June 2, 1998, Imperial College, London
The 11th Colin Cherry Memorial Lecture on Communication
Welcome to the Colin Cherry Memorial Lecture on Communication. This lecture this evening is the 11th in the series. It’s sponsored by SBC Warburg Dillon Read, to whom we are grateful for this support.
Now I would like to add my own appreciation and yours to Robert Spence, the organizer of this lecture, [and] like me a former research student and later a member of staff of Colin Cherry. Professor Spence is in Chaucer’s words "the progenitor and only begetter" of this entire series.
Now, before introducing this evening’s speaker, let me tell you a little about Colin Cherry and why the memorial lectures. Both Robert Spence and I worked quite closely and individually for a number of years with Colin Cherry in rather different fields. When I remark that this was a great privilege, this is not an empty comment.
Colin was an extraordinary, original thinker. He enlarged intellectual horizons. He managed to cast new light on almost anything that he studied. And because he was a scintillating lecturer, he managed to ensure that one always, and I mean always, came away from his lectures with a great sense not only of fresh understanding, but a special delight in the way that it had emerged.
Colin’s wartime and early postwar period was in the research laboratories of GEC as an electrical engineer. His first book emerged from that period. It was a highly innovative, original monograph on technological and mathematical issues concerned with electrical circuit analysis.
Now, he and Dennis Gabor both came to Imperial College in 1950, and the two of them laid much of the foundation of modern Information Theory. In 1958, Colin was appointed Professor of Telecommunication here at the college and held his chair until his death in 1979.
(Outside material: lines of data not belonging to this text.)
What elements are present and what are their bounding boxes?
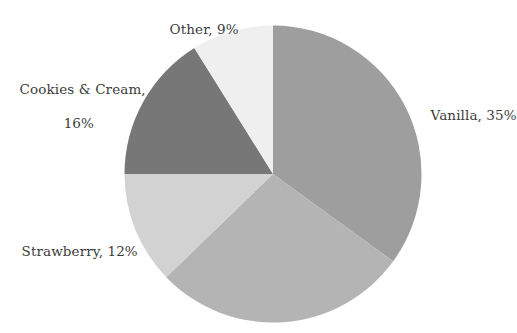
- pie-label-cookies-and-cream-line2: 16%: [64, 115, 94, 131]
- pie-label-vanilla: Vanilla, 35%: [413, 90, 517, 141]
- pie-slice-group: [125, 25, 422, 322]
- pie-label-strawberry-text: Strawberry, 12%: [22, 243, 138, 259]
- pie-label-other-text: Other, 9%: [170, 21, 239, 37]
- pie-label-cookies-and-cream-line1: Cookies & Cream,: [20, 81, 146, 97]
- pie-label-vanilla-text: Vanilla, 35%: [431, 107, 517, 123]
- pie-label-cookies-and-cream: Cookies & Cream, 16%: [2, 64, 138, 149]
- pie-label-strawberry: Strawberry, 12%: [4, 226, 138, 277]
- pie-label-other: Other, 9%: [152, 4, 239, 55]
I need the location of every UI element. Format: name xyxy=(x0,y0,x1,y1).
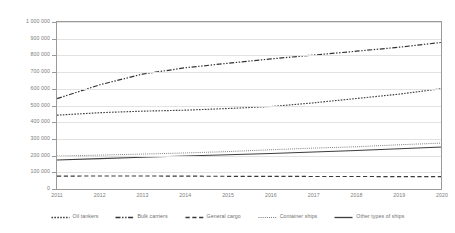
y-tick-label: 0 xyxy=(2,186,50,191)
x-axis-line xyxy=(56,189,442,190)
x-tick-label: 2019 xyxy=(379,193,419,198)
series-line-general-cargo xyxy=(57,176,442,177)
y-tick-mark xyxy=(52,72,56,73)
gridline xyxy=(57,72,442,73)
gridline xyxy=(57,39,442,40)
y-tick-mark xyxy=(52,139,56,140)
x-tick-label: 2015 xyxy=(208,193,248,198)
legend-item-bulk-carriers[interactable]: Bulk carriers xyxy=(115,214,167,221)
legend-item-other-types-of-ships[interactable]: Other types of ships xyxy=(334,214,404,221)
gridline xyxy=(57,139,442,140)
y-tick-label: 500 000 xyxy=(2,103,50,108)
x-tick-label: 2013 xyxy=(123,193,163,198)
plot-right-border xyxy=(441,21,442,190)
gridline xyxy=(57,55,442,56)
x-axis-tick-labels: 2011201220132014201520162017201820192020 xyxy=(57,193,442,203)
y-tick-label: 100 000 xyxy=(2,170,50,175)
gridline xyxy=(57,89,442,90)
x-tick-label: 2017 xyxy=(294,193,334,198)
legend-swatch-fine-dotted xyxy=(258,214,277,221)
gridline xyxy=(57,22,442,23)
legend-item-oil-tankers[interactable]: Oil tankers xyxy=(51,214,99,221)
x-tick-label: 2012 xyxy=(80,193,120,198)
y-tick-label: 1 000 000 xyxy=(2,19,50,24)
legend-label: Other types of ships xyxy=(356,214,404,219)
legend-swatch-dotted xyxy=(51,214,70,221)
y-tick-mark xyxy=(52,122,56,123)
legend-swatch-dash-dot-dot xyxy=(115,214,134,221)
y-tick-label: 600 000 xyxy=(2,86,50,91)
x-tick-label: 2020 xyxy=(422,193,455,198)
y-tick-label: 400 000 xyxy=(2,120,50,125)
x-tick-label: 2011 xyxy=(37,193,77,198)
legend-swatch-solid xyxy=(334,214,353,221)
y-tick-mark xyxy=(52,156,56,157)
merchant-fleet-line-chart: 0100 000200 000300 000400 000500 000600 … xyxy=(0,0,455,233)
y-tick-mark xyxy=(52,22,56,23)
y-tick-label: 800 000 xyxy=(2,53,50,58)
chart-legend: Oil tankersBulk carriersGeneral cargoCon… xyxy=(0,210,455,224)
legend-label: General cargo xyxy=(207,214,241,219)
gridline xyxy=(57,156,442,157)
y-axis-line xyxy=(56,21,57,190)
legend-label: Oil tankers xyxy=(73,214,99,219)
y-tick-mark xyxy=(52,172,56,173)
y-tick-mark xyxy=(52,89,56,90)
x-tick-label: 2018 xyxy=(336,193,376,198)
legend-item-general-cargo[interactable]: General cargo xyxy=(185,214,241,221)
plot-area xyxy=(57,22,442,189)
y-tick-label: 300 000 xyxy=(2,136,50,141)
legend-item-container-ships[interactable]: Container ships xyxy=(258,214,318,221)
legend-label: Container ships xyxy=(280,214,318,219)
series-line-other-types-of-ships xyxy=(57,147,442,160)
y-tick-label: 700 000 xyxy=(2,69,50,74)
legend-swatch-long-dash xyxy=(185,214,204,221)
y-tick-mark xyxy=(52,189,56,190)
legend-label: Bulk carriers xyxy=(137,214,167,219)
y-tick-mark xyxy=(52,106,56,107)
x-tick-label: 2014 xyxy=(165,193,205,198)
series-line-oil-tankers xyxy=(57,89,442,116)
plot-top-border xyxy=(56,21,442,22)
y-tick-mark xyxy=(52,55,56,56)
y-tick-label: 200 000 xyxy=(2,153,50,158)
x-tick-label: 2016 xyxy=(251,193,291,198)
series-line-bulk-carriers xyxy=(57,42,442,98)
gridline xyxy=(57,122,442,123)
y-tick-label: 900 000 xyxy=(2,36,50,41)
gridline xyxy=(57,172,442,173)
y-tick-mark xyxy=(52,39,56,40)
gridline xyxy=(57,106,442,107)
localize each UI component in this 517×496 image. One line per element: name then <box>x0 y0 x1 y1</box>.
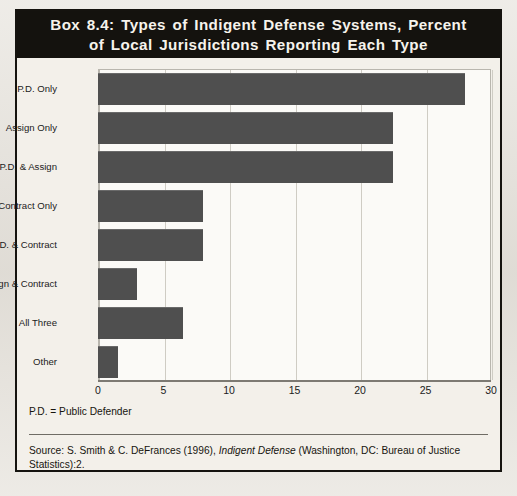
source-prefix: Source: S. Smith & C. DeFrances (1996), <box>29 445 219 456</box>
bar-other <box>98 346 118 378</box>
figure-title-line-2: of Local Jurisdictions Reporting Each Ty… <box>89 35 428 55</box>
category-label: All Three <box>0 307 57 338</box>
bar-row <box>98 151 491 182</box>
bar-row <box>98 268 491 299</box>
x-axis-baseline <box>98 380 491 382</box>
x-tick-label: 10 <box>209 384 249 396</box>
box-figure: Box 8.4: Types of Indigent Defense Syste… <box>15 9 502 472</box>
x-tick-label: 30 <box>471 384 511 396</box>
bar-p-d-assign <box>98 151 393 183</box>
bar-row <box>98 307 491 338</box>
x-tick-label: 25 <box>406 384 446 396</box>
legend-note: P.D. = Public Defender <box>29 406 132 417</box>
bar-row <box>98 346 491 377</box>
source-citation: Source: S. Smith & C. DeFrances (1996), … <box>29 444 486 472</box>
x-tick-label: 0 <box>78 384 118 396</box>
bar-row <box>98 73 491 104</box>
bar-row <box>98 229 491 260</box>
footer-divider <box>29 434 488 435</box>
category-label: P.D. & Assign <box>0 151 57 182</box>
bar-assign-only <box>98 112 393 144</box>
bar-p-d-contract <box>98 229 203 261</box>
category-label: Contract Only <box>0 190 57 221</box>
bar-assign-contract <box>98 268 137 300</box>
category-label: P.D. & Contract <box>0 229 57 260</box>
bar-p-d-only <box>98 73 465 105</box>
x-tick-label: 5 <box>144 384 184 396</box>
category-label: P.D. Only <box>0 73 57 104</box>
category-label: Assign & Contract <box>0 268 57 299</box>
x-tick-label: 20 <box>340 384 380 396</box>
bar-contract-only <box>98 190 203 222</box>
figure-title-band: Box 8.4: Types of Indigent Defense Syste… <box>17 11 500 58</box>
bar-row <box>98 190 491 221</box>
category-label: Assign Only <box>0 112 57 143</box>
x-tick-label: 15 <box>275 384 315 396</box>
bar-all-three <box>98 307 183 339</box>
figure-title-line-1: Box 8.4: Types of Indigent Defense Syste… <box>50 15 466 35</box>
chart-region: P.D. OnlyAssign OnlyP.D. & AssignContrac… <box>17 58 500 470</box>
bar-row <box>98 112 491 143</box>
source-title-italic: Indigent Defense <box>219 445 296 456</box>
page-root: Box 8.4: Types of Indigent Defense Syste… <box>0 0 517 496</box>
gridline <box>492 70 493 380</box>
category-label: Other <box>0 346 57 377</box>
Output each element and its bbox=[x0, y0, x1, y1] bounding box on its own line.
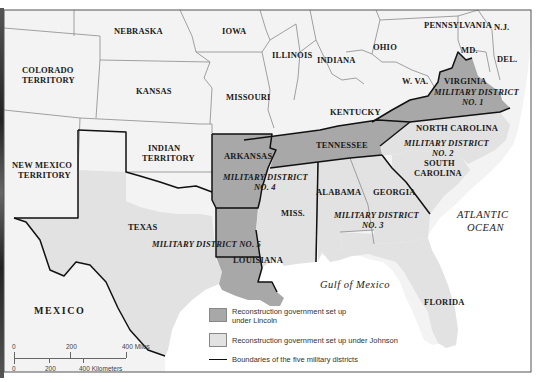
label-district-5: MILITARY DISTRICT NO. 5 bbox=[152, 239, 261, 249]
label-north-carolina: NORTH CAROLINA bbox=[416, 123, 498, 133]
label-district-3-b: NO. 3 bbox=[362, 220, 384, 230]
scale-tick-400mi bbox=[126, 352, 127, 358]
label-nj: N.J. bbox=[494, 22, 509, 32]
legend-swatch-johnson bbox=[209, 333, 227, 347]
label-ohio: OHIO bbox=[373, 42, 397, 52]
label-iowa: IOWA bbox=[222, 26, 246, 36]
label-virginia: VIRGINIA bbox=[444, 76, 487, 86]
label-colorado-1: COLORADO bbox=[22, 65, 74, 75]
legend-lincoln-2: under Lincoln bbox=[232, 316, 277, 325]
scale-mi-400: 400 Miles bbox=[122, 343, 150, 350]
label-georgia: GEORGIA bbox=[373, 187, 416, 197]
label-kentucky: KENTUCKY bbox=[330, 107, 381, 117]
label-indian-territory-1: INDIAN bbox=[148, 143, 180, 153]
label-louisiana: LOUISIANA bbox=[233, 255, 283, 265]
label-pennsylvania: PENNSYLVANIA bbox=[424, 20, 492, 30]
scale-km-200: 200 bbox=[45, 365, 56, 372]
label-district-4-a: MILITARY DISTRICT bbox=[223, 172, 308, 182]
label-indiana: INDIANA bbox=[317, 55, 356, 65]
label-wva: W. VA. bbox=[402, 76, 428, 86]
scale-mi-200: 200 bbox=[66, 343, 77, 350]
label-arkansas: ARKANSAS bbox=[224, 151, 272, 161]
scale-tick-400km bbox=[83, 358, 84, 363]
label-alabama: ALABAMA bbox=[316, 187, 361, 197]
label-district-3-a: MILITARY DISTRICT bbox=[334, 210, 419, 220]
legend-line-sample bbox=[209, 359, 227, 360]
label-new-mexico-2: TERRITORY bbox=[18, 170, 71, 180]
scale-km-400: 400 Kilometers bbox=[79, 365, 122, 372]
label-district-1-a: MILITARY DISTRICT bbox=[434, 87, 519, 97]
label-new-mexico-1: NEW MEXICO bbox=[12, 160, 72, 170]
scale-km-0: 0 bbox=[12, 365, 16, 372]
label-gulf-of-mexico: Gulf of Mexico bbox=[320, 279, 390, 291]
legend-swatch-lincoln bbox=[209, 308, 227, 322]
label-district-1-b: NO. 1 bbox=[462, 97, 484, 107]
label-md: MD. bbox=[461, 45, 478, 55]
scale-line bbox=[14, 358, 126, 359]
label-district-2-b: NO. 2 bbox=[432, 148, 454, 158]
label-district-4-b: NO. 4 bbox=[254, 182, 276, 192]
label-south-carolina-2: CAROLINA bbox=[414, 168, 462, 178]
reconstruction-map: NEBRASKA IOWA COLORADO TERRITORY KANSAS … bbox=[0, 0, 539, 382]
label-kansas: KANSAS bbox=[136, 86, 172, 96]
legend-boundaries: Boundaries of the five military district… bbox=[232, 355, 358, 364]
scale-tick-200km bbox=[49, 358, 50, 363]
label-nebraska: NEBRASKA bbox=[114, 26, 163, 36]
scale-mi-0: 0 bbox=[12, 343, 16, 350]
label-illinois: ILLINOIS bbox=[272, 50, 312, 60]
label-atlantic-1: ATLANTIC bbox=[457, 209, 508, 221]
label-mexico: MEXICO bbox=[34, 306, 85, 316]
label-indian-territory-2: TERRITORY bbox=[142, 153, 195, 163]
label-tennessee: TENNESSEE bbox=[316, 140, 368, 150]
label-colorado-2: TERRITORY bbox=[22, 75, 75, 85]
legend-lincoln-1: Reconstruction government set up bbox=[232, 307, 346, 316]
label-south-carolina-1: SOUTH bbox=[424, 158, 455, 168]
scale-tick-200mi bbox=[70, 352, 71, 358]
legend-johnson: Reconstruction government set up under J… bbox=[232, 336, 398, 345]
label-miss: MISS. bbox=[281, 208, 305, 218]
label-florida: FLORIDA bbox=[424, 297, 465, 307]
label-missouri: MISSOURI bbox=[226, 92, 271, 102]
label-district-2-a: MILITARY DISTRICT bbox=[404, 138, 489, 148]
label-texas: TEXAS bbox=[128, 222, 157, 232]
label-atlantic-2: OCEAN bbox=[467, 222, 504, 234]
label-del: DEL. bbox=[497, 54, 517, 64]
arkansas-south bbox=[216, 208, 260, 257]
scale-tick-0 bbox=[14, 352, 15, 364]
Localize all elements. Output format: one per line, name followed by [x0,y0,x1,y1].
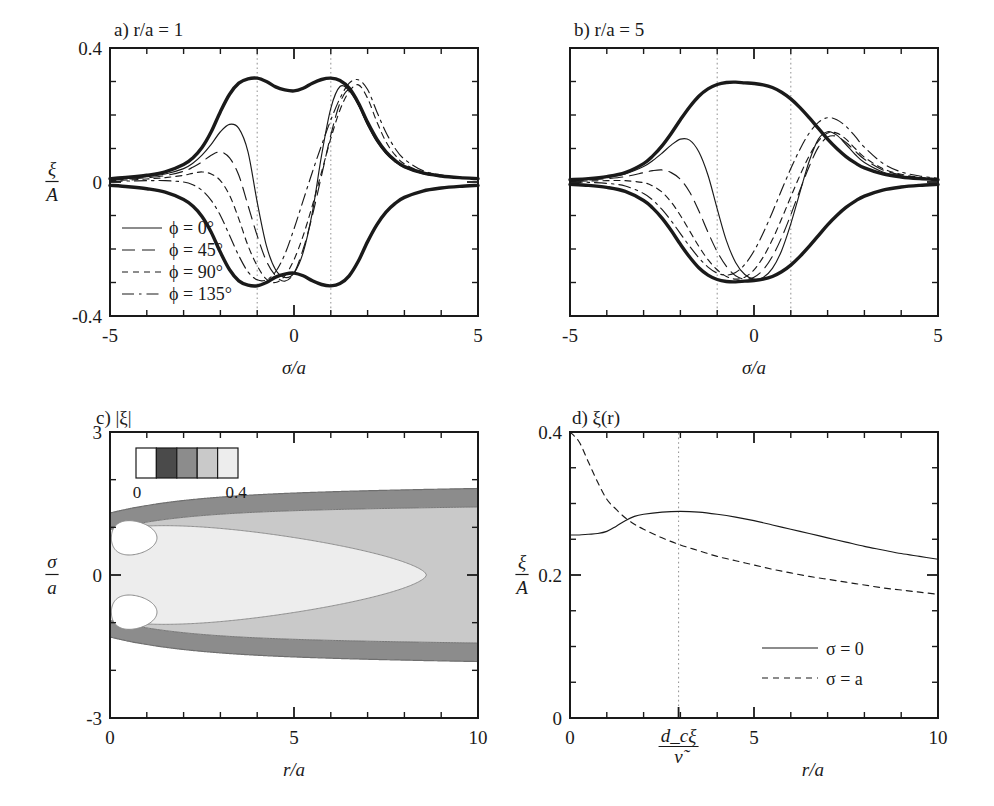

But in the early 1950s he started research on a broad range of issues in human communication. Having investigated the technicalities of communication, it was natural for him, though a revolution in thought for many others, to start thinking about the human beings at the ends of the communication chain. He started to consider how human beings communicate, not of course why they communicate, though he had been philosopher enough to do that as well because he had a natural interest in both historic and current philosophical and cultural thought.
Colin recognized that perception, a key element in communication, was not a passive process. It’s a variety of behaviors by which one orientates oneself mentally in relation to the outside world as part of the process of making sense of it. This led him to investigate, amongst many other lines of experimental inquiry, human behavioral activity in, for example, the communication process--in hearing, in speech perception and speech production and in visual communication. In brief, Cherry explored and wrote about the totality of the concept of communication, its technology, its human dimension, its social significance and its power to influence economic development.
Formal recognition came rather later to Colin Cherry than to Dennis Gabor. However, his books, particularly that on human communication, are classics, very well known and highly influential. In 1978, he was awarded the prestigious Marconi International Fellowship. Sadly, he died in 1979 before reaching retirement, but he left a great legacy of original thought and most certainly inspiration to all those who had the privilege of knowing this delightful man.
Now to the present task of introducing our speaker this evening, Dr. Seymour Papert. He is well known for a number of achievements, not least of which was as cofounder of the Artificial Intelligence Laboratory at MIT and later the Media Lab. Like Colin Cherry, Seymour Papert seems to have been something of a Renaissance man with many aspects to his background. He’s a mathematician. His studies took him to Cambridge and later to Paris. He has worked with the famous Jean Piaget in Geneva. That was the Piaget who had achieved a remarkable insight into the perceptual and cognitive development of the child. Papert’s collaboration with Piaget was presumably one of the catalysts that led him to bring mathematics to the task of understanding how children learn and think. Now, this approach has been spectacularly successful. He has also been recognized, as was Colin Cherry, with the award of the Marconi International Fellowship.
The writer Philip Oakes once penned a few lines about his own early years. He said, "I could see that childhood was an invention of grown-ups, a fiction we were required to take on trust, in case we demanded something better." Well, now the something better has arrived and I am delighted to invite Dr. Seymour Papert to tell us about it in his lecture entitled "Child Power: Keys to the New Learning of the Digital Century."